Eric Holder clinches the case for his resignation or removal

Eric Holder’s interview with Pete Williams of NBC News is, as John says, a classic. It seems to me that Holder’s statements during the interview nail down the case that he lied to Congress or to a court.

According to NBC’s account of the interview [note that NBC’s written account does not appear to track word-for-word the video of the interview NBC posted along with its account], Holder said:

I don’t like [using the term “co-conspirator” to describe reporters] because it means that me as a government official, and who has great respect for the press, is in essence saying that the reporter who is doing his or her job, and doing that very important job, is somehow branded a criminal.

So Holder admits that he branded Fox News’ James Rosen a criminal.

I understand Orin Kerr’s argument that deeming someone a criminal isn’t the same thing as deciding to prosecute that individual. But I think it’s dishonest to say (as Holder, in effect, said to Congress) that there was no potential for the prosecution of someone the Department of Justice had branded a criminal and whom it was investigating.

I agree with Bill Otis that “the outcome of an investigation conducted with even minimal integrity depends, not on pre-existing personal or political inclinations, but on what the evidence turns up.” Thus, “every serious investigation. . .holds in it. . .a potential prosecution” of those being investigated.

Just as damning, if not more so, is Holder’s concession that he “played” the court that granted DOJ’s application regarding Rosen. According to NBC’s account of the interview, “Holder explained that the [co-conspirator] phrasing was necessary in order to get a search warrant.”

The posted video of the interview bears this out. Holder says that various laws and guidelines “force” the government to call reporters criminals. But because reporters aren’t really criminals when they are just doing their job, the laws and guidelines need to be changed.

That may be. Nonetheless, Holder has admitted that he and his agents told a court that Rosen was a “co-conspirator” not because he believed Rosen was a criminal, but because DOJ needed to use the language of criminality to obtain the desired warrant.

As Bill Otis says, “if mere expediency [has] replaced basic truth-telling as the standard for what the Attorney General tells the court” then “there is more, not less, reason for [Holder] to resign.”

One last point. To defend Holder’s veracity requires contradictory views of the role of subjectivity in evaluating the truth of statements. It may be possible to defend Holder’s statement to Congress that he was not involved in a potential prosecution of Rosen because, subjectively, he had no predisposition actually to prosecute Rosen.

But giving the same prominence to alleged subjective feelings undermines the veracity of Holder’s application to the court. After all, Holder has now admitted that, subjectively, he did not consider Rosen a co-conspirator in criminal activity.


__Problem statement__: Examine each line of the data, and copy the ones containing "Verde".

Items from an interface collection

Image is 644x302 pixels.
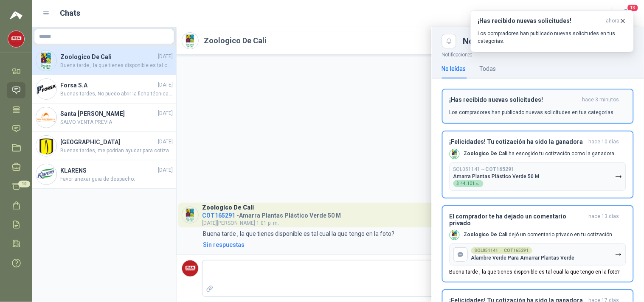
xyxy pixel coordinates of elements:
[8,31,24,47] img: Company Logo
[619,6,634,21] button: 13
[627,4,639,12] span: 13
[450,231,459,240] img: Company Logo
[453,173,540,179] p: Amarra Plantas Plástico Verde 50 M
[463,37,634,46] div: Notificaciones
[449,138,586,145] h3: ¡Felicidades! Tu cotización ha sido la ganadora
[486,166,515,172] b: COT165291
[453,180,484,187] div: $
[449,244,626,266] button: SOL051141 → COT165291Alambre Verde Para Amarrar Plantas Verde
[449,269,620,275] p: Buena tarde , la que tienes disponible es tal cual la que tengo en la foto?
[475,182,480,186] span: ,40
[464,232,508,238] b: Zoologico De Cali
[589,138,619,145] span: hace 10 días
[461,182,480,186] span: 44.101
[449,96,579,103] h3: ¡Has recibido nuevas solicitudes!
[432,48,644,59] p: Notificaciones
[453,166,515,173] p: SOL051141 →
[10,10,23,20] img: Logo peakr
[442,206,634,283] button: El comprador te ha dejado un comentario privadohace 13 días Company LogoZoologico De Cali dejó un...
[442,131,634,199] button: ¡Felicidades! Tu cotización ha sido la ganadorahace 10 días Company LogoZoologico De Cali ha esco...
[478,18,603,25] h3: ¡Has recibido nuevas solicitudes!
[583,96,619,103] span: hace 3 minutos
[480,64,496,74] div: Todas
[589,213,619,227] span: hace 13 días
[471,10,634,52] button: ¡Has recibido nuevas solicitudes!ahora Los compradores han publicado nuevas solicitudes en tus ca...
[442,64,466,74] div: No leídas
[450,150,459,159] img: Company Logo
[478,30,627,45] p: Los compradores han publicado nuevas solicitudes en tus categorías.
[472,255,575,261] p: Alambre Verde Para Amarrar Plantas Verde
[60,7,81,19] h1: Chats
[607,18,620,25] span: ahora
[7,179,26,195] a: 10
[442,89,634,124] button: ¡Has recibido nuevas solicitudes!hace 3 minutos Los compradores han publicado nuevas solicitudes ...
[464,150,615,158] p: ha escogido tu cotización como la ganadora
[442,34,456,48] button: Close
[18,181,30,188] span: 10
[449,109,615,116] p: Los compradores han publicado nuevas solicitudes en tus categorías.
[449,213,586,227] h3: El comprador te ha dejado un comentario privado
[449,162,626,191] button: SOL051141→COT165291Amarra Plantas Plástico Verde 50 M$44.101,40
[464,151,508,157] b: Zoologico De Cali
[472,248,532,254] div: SOL051141 → COT165291
[464,231,613,238] p: dejó un comentario privado en tu cotización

__Solution to the problem__:
[453,173,540,179] p: Amarra Plantas Plástico Verde 50 M
[449,244,626,266] button: SOL051141 → COT165291Alambre Verde Para Amarrar Plantas Verde
[472,255,575,261] p: Alambre Verde Para Amarrar Plantas Verde
[449,162,626,191] button: SOL051141→COT165291Amarra Plantas Plástico Verde 50 M$44.101,40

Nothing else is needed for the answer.